Originally Posted by Lepa
Here is what the teachers described to us. First, the kids were asked to draw their "hopes and dreams for kindergarten." All the other kids drew lovely, colorful pictures that had captions like "make friends" or "have fun" on them. My son's first attempt was two or three black lines on a piece of paper. The teachers pulled him aside during a rest period to work with him one on one and said they saw that he was "brilliant." He drew a machine and told them his detailed plans for a salt harvester that he intends to build this year. It included a description of the components and the various uses of the machine. He didn't write this out (he hates to draw and write) but the teachers wrote his words under his picture. They posted the pieces outside the classroom and said all the teachers and staff had come by to comment on my son's piece because it was so unusual. The teachers acknowledged that my son is bright and creative but weren't sure how to encourage him to produce work with the group.

The teachers told us about another experience with a similar project. The kids walked around their new school, finding shapes. Then they came back and drew the shapes they saw. The other kids all covered their paper with lots of nice, neat little shapes. My son drew a green scribble. I asked him about this and he said he wanted to draw a shape nobody else was doing and he tried to create a "really complex, unusual four-sided shape and I messed it up so I scribbled it out." I explained that the object wasn't to draw something nobody else had thought of, but rather to show that he knows his shapes and can reproduce them. He didn't realize this. My husband finds this funny and said he was the same as a child.

I also think he doesn't understand exactly what the expectations are.

This is all sounds really familiar (as in eerily). I think you are on track about his not understanding the expectations. He is thinking of these assignments in terms of his own thought processes and preferences.
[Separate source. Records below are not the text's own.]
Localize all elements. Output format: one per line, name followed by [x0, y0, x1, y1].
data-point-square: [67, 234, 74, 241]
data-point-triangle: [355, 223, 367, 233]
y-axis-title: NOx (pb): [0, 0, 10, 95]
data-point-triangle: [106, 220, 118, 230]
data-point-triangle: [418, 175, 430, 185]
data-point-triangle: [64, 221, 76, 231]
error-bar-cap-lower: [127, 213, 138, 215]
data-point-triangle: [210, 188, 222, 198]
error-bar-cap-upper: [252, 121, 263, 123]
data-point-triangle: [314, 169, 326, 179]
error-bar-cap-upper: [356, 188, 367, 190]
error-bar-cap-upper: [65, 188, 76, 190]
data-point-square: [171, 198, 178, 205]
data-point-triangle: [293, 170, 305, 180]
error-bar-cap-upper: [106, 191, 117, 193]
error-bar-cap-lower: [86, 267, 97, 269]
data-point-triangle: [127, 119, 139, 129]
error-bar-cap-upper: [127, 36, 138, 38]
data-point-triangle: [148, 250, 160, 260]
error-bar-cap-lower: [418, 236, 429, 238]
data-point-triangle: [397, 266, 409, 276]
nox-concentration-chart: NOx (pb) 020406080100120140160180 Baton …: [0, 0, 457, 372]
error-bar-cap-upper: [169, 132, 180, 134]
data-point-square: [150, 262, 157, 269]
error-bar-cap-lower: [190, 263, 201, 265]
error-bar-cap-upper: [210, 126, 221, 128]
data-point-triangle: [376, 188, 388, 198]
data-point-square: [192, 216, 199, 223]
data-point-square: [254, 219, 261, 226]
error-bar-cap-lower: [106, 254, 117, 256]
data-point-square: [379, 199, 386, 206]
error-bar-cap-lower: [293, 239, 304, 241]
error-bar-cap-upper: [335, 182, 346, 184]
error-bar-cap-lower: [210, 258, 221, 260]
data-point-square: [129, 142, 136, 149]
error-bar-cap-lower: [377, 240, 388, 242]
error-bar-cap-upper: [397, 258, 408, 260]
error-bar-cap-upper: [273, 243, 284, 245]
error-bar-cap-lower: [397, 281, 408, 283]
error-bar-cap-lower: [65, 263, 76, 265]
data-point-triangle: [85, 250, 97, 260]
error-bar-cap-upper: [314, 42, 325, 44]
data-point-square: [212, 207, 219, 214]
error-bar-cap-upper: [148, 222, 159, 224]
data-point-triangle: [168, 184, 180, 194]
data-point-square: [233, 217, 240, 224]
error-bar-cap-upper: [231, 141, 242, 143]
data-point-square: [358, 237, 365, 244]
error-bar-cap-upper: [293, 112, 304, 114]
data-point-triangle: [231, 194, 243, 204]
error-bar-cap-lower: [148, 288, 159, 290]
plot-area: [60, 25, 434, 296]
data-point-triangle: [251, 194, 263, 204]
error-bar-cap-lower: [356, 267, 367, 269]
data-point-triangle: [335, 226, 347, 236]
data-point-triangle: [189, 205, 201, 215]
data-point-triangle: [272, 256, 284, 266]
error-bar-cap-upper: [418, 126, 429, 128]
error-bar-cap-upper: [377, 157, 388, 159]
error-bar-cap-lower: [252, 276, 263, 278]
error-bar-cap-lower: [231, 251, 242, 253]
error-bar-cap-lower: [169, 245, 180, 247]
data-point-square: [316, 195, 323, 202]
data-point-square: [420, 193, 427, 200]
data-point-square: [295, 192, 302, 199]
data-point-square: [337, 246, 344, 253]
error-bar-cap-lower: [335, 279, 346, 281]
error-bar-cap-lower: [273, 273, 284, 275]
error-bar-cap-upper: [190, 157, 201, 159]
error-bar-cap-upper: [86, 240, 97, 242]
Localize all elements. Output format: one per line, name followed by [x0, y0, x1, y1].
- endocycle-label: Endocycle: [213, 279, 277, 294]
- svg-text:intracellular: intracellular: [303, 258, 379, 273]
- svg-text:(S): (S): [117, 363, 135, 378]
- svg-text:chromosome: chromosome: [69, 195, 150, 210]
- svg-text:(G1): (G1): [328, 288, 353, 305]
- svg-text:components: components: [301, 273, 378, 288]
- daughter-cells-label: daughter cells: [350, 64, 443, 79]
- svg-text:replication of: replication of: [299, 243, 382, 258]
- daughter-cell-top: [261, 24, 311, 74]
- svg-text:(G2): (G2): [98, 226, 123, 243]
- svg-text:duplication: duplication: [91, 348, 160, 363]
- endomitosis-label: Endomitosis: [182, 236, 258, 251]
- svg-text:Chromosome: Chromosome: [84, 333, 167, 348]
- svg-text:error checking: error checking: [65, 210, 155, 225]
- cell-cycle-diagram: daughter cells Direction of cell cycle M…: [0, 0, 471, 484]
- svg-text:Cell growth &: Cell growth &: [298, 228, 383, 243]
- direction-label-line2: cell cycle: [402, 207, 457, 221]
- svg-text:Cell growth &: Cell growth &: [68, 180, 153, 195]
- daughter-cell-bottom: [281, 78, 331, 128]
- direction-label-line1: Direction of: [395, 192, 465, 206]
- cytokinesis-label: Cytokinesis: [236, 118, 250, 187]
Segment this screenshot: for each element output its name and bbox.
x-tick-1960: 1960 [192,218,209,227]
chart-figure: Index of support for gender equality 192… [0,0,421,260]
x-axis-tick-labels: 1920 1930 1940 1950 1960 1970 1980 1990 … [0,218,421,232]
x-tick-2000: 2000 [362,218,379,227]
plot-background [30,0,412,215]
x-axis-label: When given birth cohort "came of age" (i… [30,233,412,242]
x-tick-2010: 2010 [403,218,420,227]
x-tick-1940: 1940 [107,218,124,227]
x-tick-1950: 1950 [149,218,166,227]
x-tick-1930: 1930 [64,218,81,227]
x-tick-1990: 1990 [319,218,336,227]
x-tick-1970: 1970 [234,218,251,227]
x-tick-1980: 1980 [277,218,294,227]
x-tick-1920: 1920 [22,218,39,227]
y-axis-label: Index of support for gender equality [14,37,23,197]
It might be helpful to ask teachers to "check for understanding," but in a little more complex way: they should ask him explicitly to state what the assignment is (in his mind), not just ask "do you understand?" or if he understands the concepts being taught.

He's making a lot of mental leaps between instruction and product. He needs help understanding the purpose of the assignment, and probably very direct instruction.

It's good this is happening now, and that teachers are recognizing it (and his giftedness), because it sounds like they are open to your ideas and suggestions.

The "hopes and dreams" type assignments are really difficult for kids who don't speak that language. I love that he hopes and dreams to build a salt harvester smile but that is most likely not the sort of thing the teacher has in mind... it sounds like "what the teacher has in mind" is not your DS' default mode.

Basically, the teacher probably needs to turn her paradigm upside down for your DS--the areas where more typical students need extra help (academic areas) will be easy for your DS, and the things that more typical students intuit (social expectations, doing "fun" introspective type assignments), will require more support.